-- Information given follows --

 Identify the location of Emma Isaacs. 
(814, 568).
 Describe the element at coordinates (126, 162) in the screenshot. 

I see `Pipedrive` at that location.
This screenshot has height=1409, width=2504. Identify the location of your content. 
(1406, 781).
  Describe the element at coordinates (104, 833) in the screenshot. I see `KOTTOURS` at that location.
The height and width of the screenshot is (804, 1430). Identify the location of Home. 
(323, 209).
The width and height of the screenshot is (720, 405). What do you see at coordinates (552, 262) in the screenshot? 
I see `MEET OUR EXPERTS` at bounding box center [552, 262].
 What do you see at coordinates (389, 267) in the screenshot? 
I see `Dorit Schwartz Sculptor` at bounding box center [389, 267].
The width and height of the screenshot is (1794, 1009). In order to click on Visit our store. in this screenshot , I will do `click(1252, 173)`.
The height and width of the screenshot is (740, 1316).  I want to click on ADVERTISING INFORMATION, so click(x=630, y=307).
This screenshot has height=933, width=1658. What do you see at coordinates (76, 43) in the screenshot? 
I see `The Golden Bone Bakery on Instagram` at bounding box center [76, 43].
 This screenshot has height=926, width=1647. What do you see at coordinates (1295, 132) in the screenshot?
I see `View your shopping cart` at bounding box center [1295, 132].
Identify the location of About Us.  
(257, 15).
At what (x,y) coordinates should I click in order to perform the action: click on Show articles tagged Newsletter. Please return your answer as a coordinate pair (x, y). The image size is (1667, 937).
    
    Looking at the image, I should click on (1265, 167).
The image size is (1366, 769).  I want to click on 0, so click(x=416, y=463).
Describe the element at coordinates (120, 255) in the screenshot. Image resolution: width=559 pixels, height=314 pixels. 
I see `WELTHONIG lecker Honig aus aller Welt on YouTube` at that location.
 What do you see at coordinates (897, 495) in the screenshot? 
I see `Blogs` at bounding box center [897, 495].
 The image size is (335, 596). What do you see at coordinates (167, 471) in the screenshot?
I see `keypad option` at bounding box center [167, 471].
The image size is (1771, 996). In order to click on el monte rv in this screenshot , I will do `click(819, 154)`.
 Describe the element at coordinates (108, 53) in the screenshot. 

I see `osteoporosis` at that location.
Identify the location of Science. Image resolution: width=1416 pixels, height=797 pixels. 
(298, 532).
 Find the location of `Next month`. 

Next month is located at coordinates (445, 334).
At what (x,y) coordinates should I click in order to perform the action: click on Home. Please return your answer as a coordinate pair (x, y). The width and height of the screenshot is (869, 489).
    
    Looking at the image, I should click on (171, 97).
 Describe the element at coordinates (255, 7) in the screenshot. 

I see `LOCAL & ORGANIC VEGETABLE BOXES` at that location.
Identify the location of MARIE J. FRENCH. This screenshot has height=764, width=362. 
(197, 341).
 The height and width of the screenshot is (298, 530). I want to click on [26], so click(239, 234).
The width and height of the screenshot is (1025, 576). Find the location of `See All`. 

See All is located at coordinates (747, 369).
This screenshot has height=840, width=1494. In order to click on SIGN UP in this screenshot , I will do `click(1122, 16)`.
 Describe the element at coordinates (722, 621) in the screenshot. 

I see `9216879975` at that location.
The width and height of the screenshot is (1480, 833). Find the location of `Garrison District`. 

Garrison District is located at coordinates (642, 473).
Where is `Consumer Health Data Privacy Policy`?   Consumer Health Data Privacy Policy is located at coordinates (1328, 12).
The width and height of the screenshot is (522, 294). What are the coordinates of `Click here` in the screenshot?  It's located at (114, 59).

-- Information given concluded --

Problem requirements: Your task is to repeat the records exactly. Begin at their first line and stop after the line containing "The height and width of the screenshot is (740, 1316).".

Solution to this problem:
 Identify the location of Emma Isaacs. 
(814, 568).
 Describe the element at coordinates (126, 162) in the screenshot. 

I see `Pipedrive` at that location.
This screenshot has height=1409, width=2504. Identify the location of your content. 
(1406, 781).
  Describe the element at coordinates (104, 833) in the screenshot. I see `KOTTOURS` at that location.
The height and width of the screenshot is (804, 1430). Identify the location of Home. 
(323, 209).
The width and height of the screenshot is (720, 405). What do you see at coordinates (552, 262) in the screenshot? 
I see `MEET OUR EXPERTS` at bounding box center [552, 262].
 What do you see at coordinates (389, 267) in the screenshot? 
I see `Dorit Schwartz Sculptor` at bounding box center [389, 267].
The width and height of the screenshot is (1794, 1009). In order to click on Visit our store. in this screenshot , I will do `click(1252, 173)`.
The height and width of the screenshot is (740, 1316).  I want to click on ADVERTISING INFORMATION, so click(x=630, y=307).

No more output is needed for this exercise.